Edward van de HeuvelProfessor Edward van den Heuvel presents "Life After Stellar Death:  Supernovae, Neutron Stars, Pulsars and Black Holes"

[Flyer] [Public lecture page]

Neutron stars are the most compact concentrations of “normal” matter known in nature, with the strongest gravitational fields. They are the collapsed remnants of the burned-out cores of stars that started out life with masses larger than about eight times that of our sun. Everything about neutron stars is extreme: their density, gravity, magnetic field and spin. They are spheres not larger than New York City, which contain over 400,000 times the mass of Earth, so compressed that a thimblefull of their material contains as much matter as half a million Boeing 747 Jumbo jets filled with passengers and cargo.
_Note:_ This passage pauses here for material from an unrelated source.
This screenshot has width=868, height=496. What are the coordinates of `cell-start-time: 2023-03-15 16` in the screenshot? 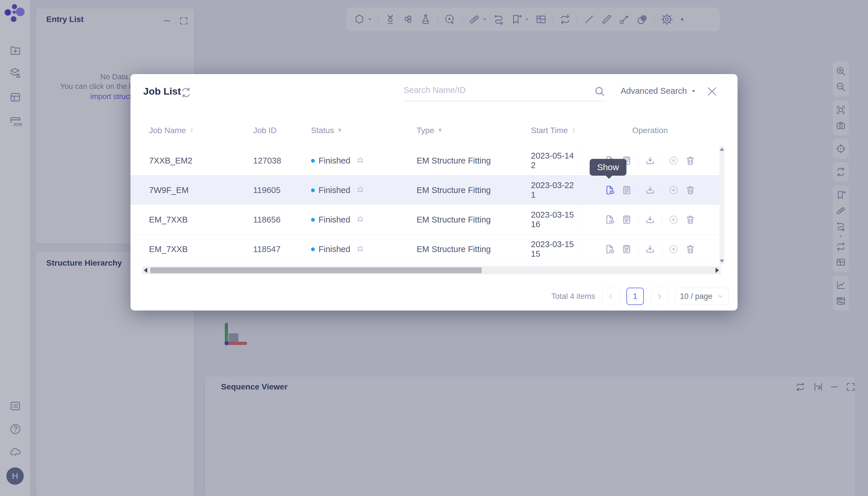 It's located at (556, 219).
Their surface gravity attraction is a hundred billion times that on Earth, their magnetic fields are typically a trillion times stronger than that of Earth, and their spin frequencies can be higher than 700 times per second. In the past 44 years, over 1800 neutron stars have been discovered, most of them as radio pulsars, regularly pulsing sources of radio waves, but also hundreds as sources of X and γ rays. Stellar black holes are the burned-out cores of stars more massive than about twenty times the sun. They can become X-ray sources if they are in binary systems, stealing matter from a companion star.

About Home page image

Image"This beautiful composite image shows N49, the aftermath of a supernova explosion in the Large Magellanic Cloud. A new long observation from NASA's Chandra X-ray Observatory, shown in blue, reveals evidence for a bullet-shaped object being blown out of a debris field left over from an exploded star.